Finance Minister Ishaq Dar has said that the government will present a bill regarding the extension of military courts in Parliament on Friday.
Talking to newsmen after the meeting of parliamentary leaders in Islamabad, he said that the opposition Pakistan People's Party has already agreed on revival of military courts for two years.
He said any amendment regarding the bill could be made in parliament and all members of the house have the right to bring amendments in the bill.
A meeting of parliamentary leaders was held in Islamabad today under the chairmanship of National Assembly Speaker Sardar Ayaz Sadiq, reports Radio Pakistan.
Since February 2015, a total of 274 individuals have been convicted in military courts. So far, the army has sentenced 161 individuals to death, 12 of whom have been executed and 113 have been given jail terms (mostly life sentences).
There are roughly 11 military courts that have been set up across Pakistan; three in Khyber Pakhtunkhwa, three in Punjab, two in Sindh and one in Balochistan.

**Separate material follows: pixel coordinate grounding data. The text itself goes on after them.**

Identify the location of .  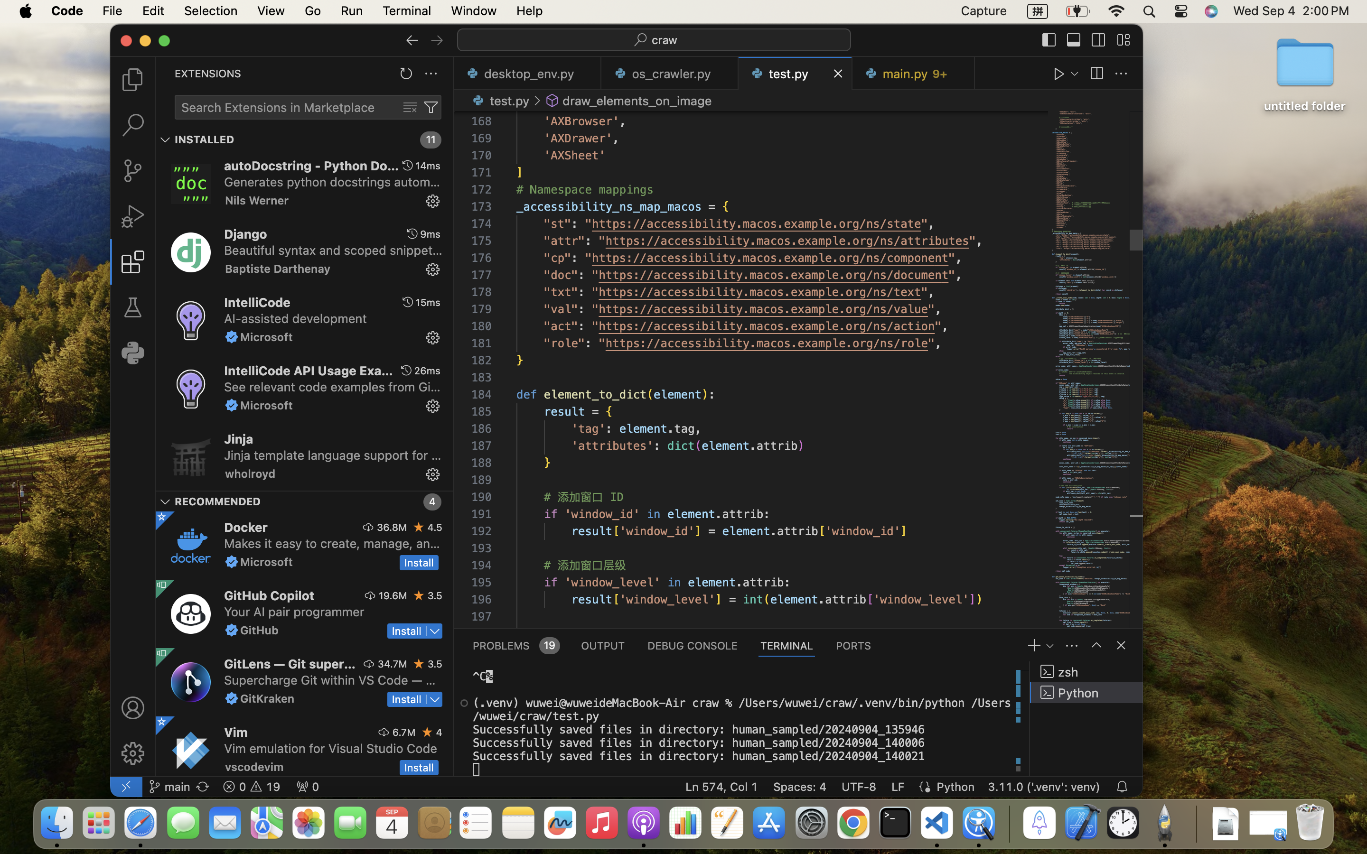
(537, 101).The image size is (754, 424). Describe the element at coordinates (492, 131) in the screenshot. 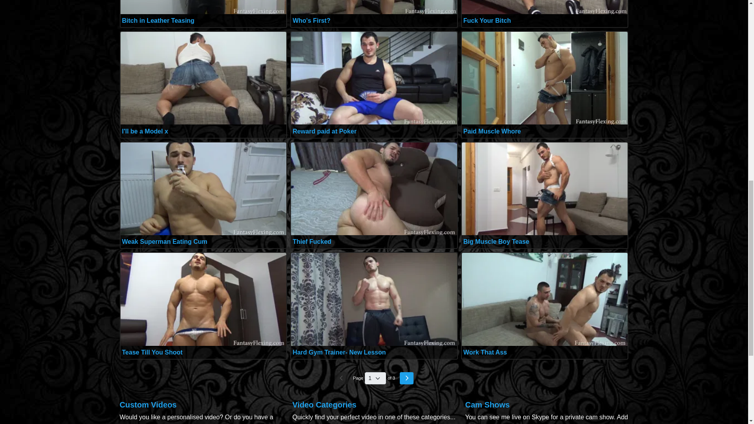

I see `Paid Muscle Whore` at that location.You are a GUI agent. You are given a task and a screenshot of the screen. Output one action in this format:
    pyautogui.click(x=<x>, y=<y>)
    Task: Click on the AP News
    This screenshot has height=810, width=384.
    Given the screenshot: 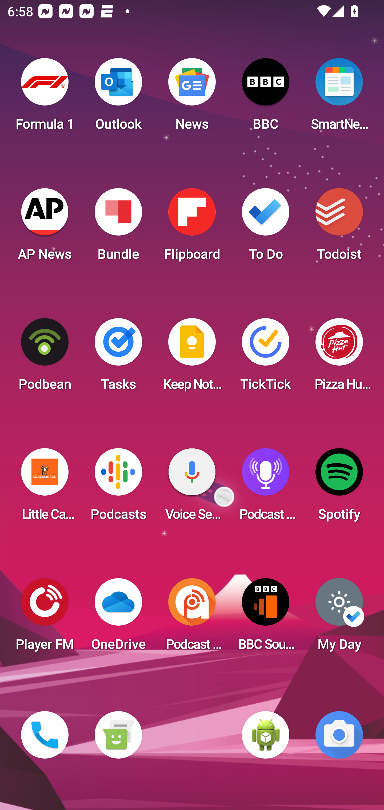 What is the action you would take?
    pyautogui.click(x=45, y=228)
    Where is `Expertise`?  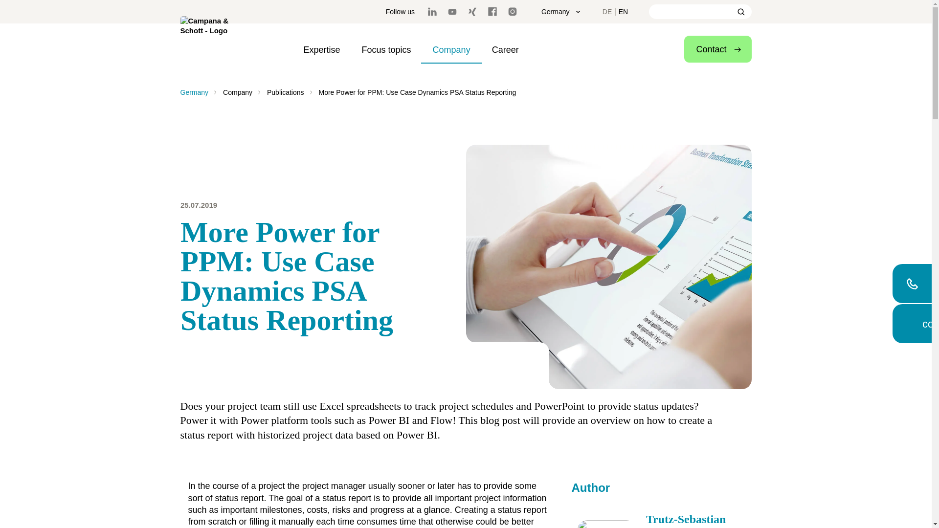 Expertise is located at coordinates (322, 49).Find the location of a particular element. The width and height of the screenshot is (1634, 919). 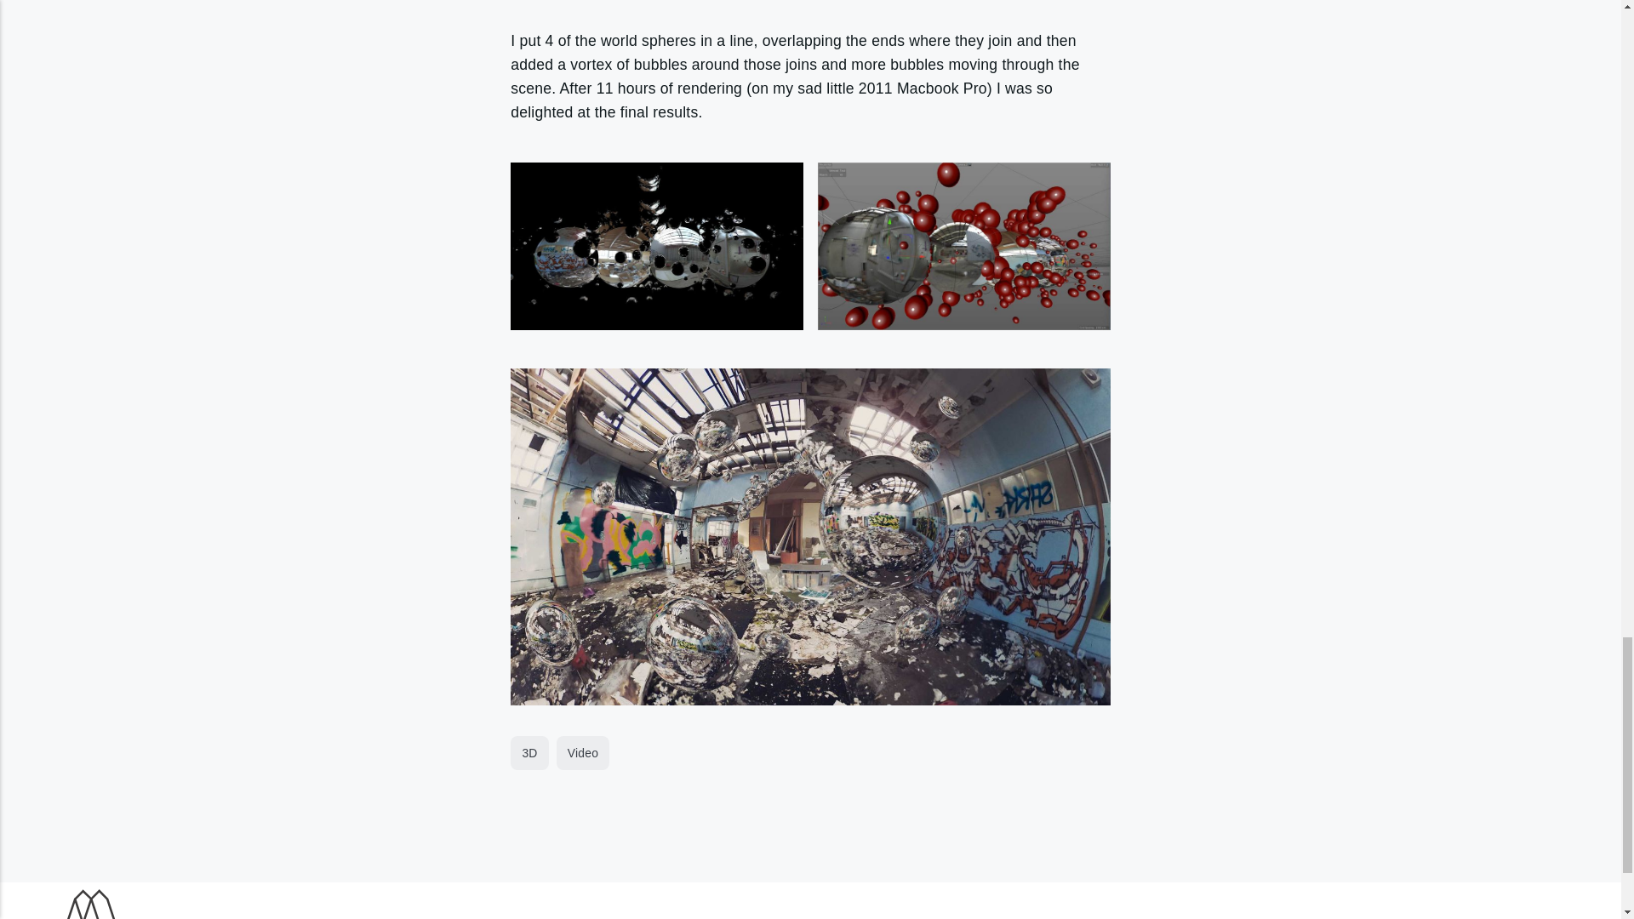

They came into force after the deadly Taliban attack on a Peshawar school in December 2014 that killed more than 150 people, mostly children.
The country's powerful military intensified its crackdown on extremists following the Peshawar massacre, as the civilian government introduced a National Action Plan (NAP) that included the creation of the military courts, which were allowed to try civilians on terror charges.
Pakistan's parliament and Supreme Court approved the law as an "exceptional" short-term measure, but it was heavily criticized by civil society as "extra-constitutional.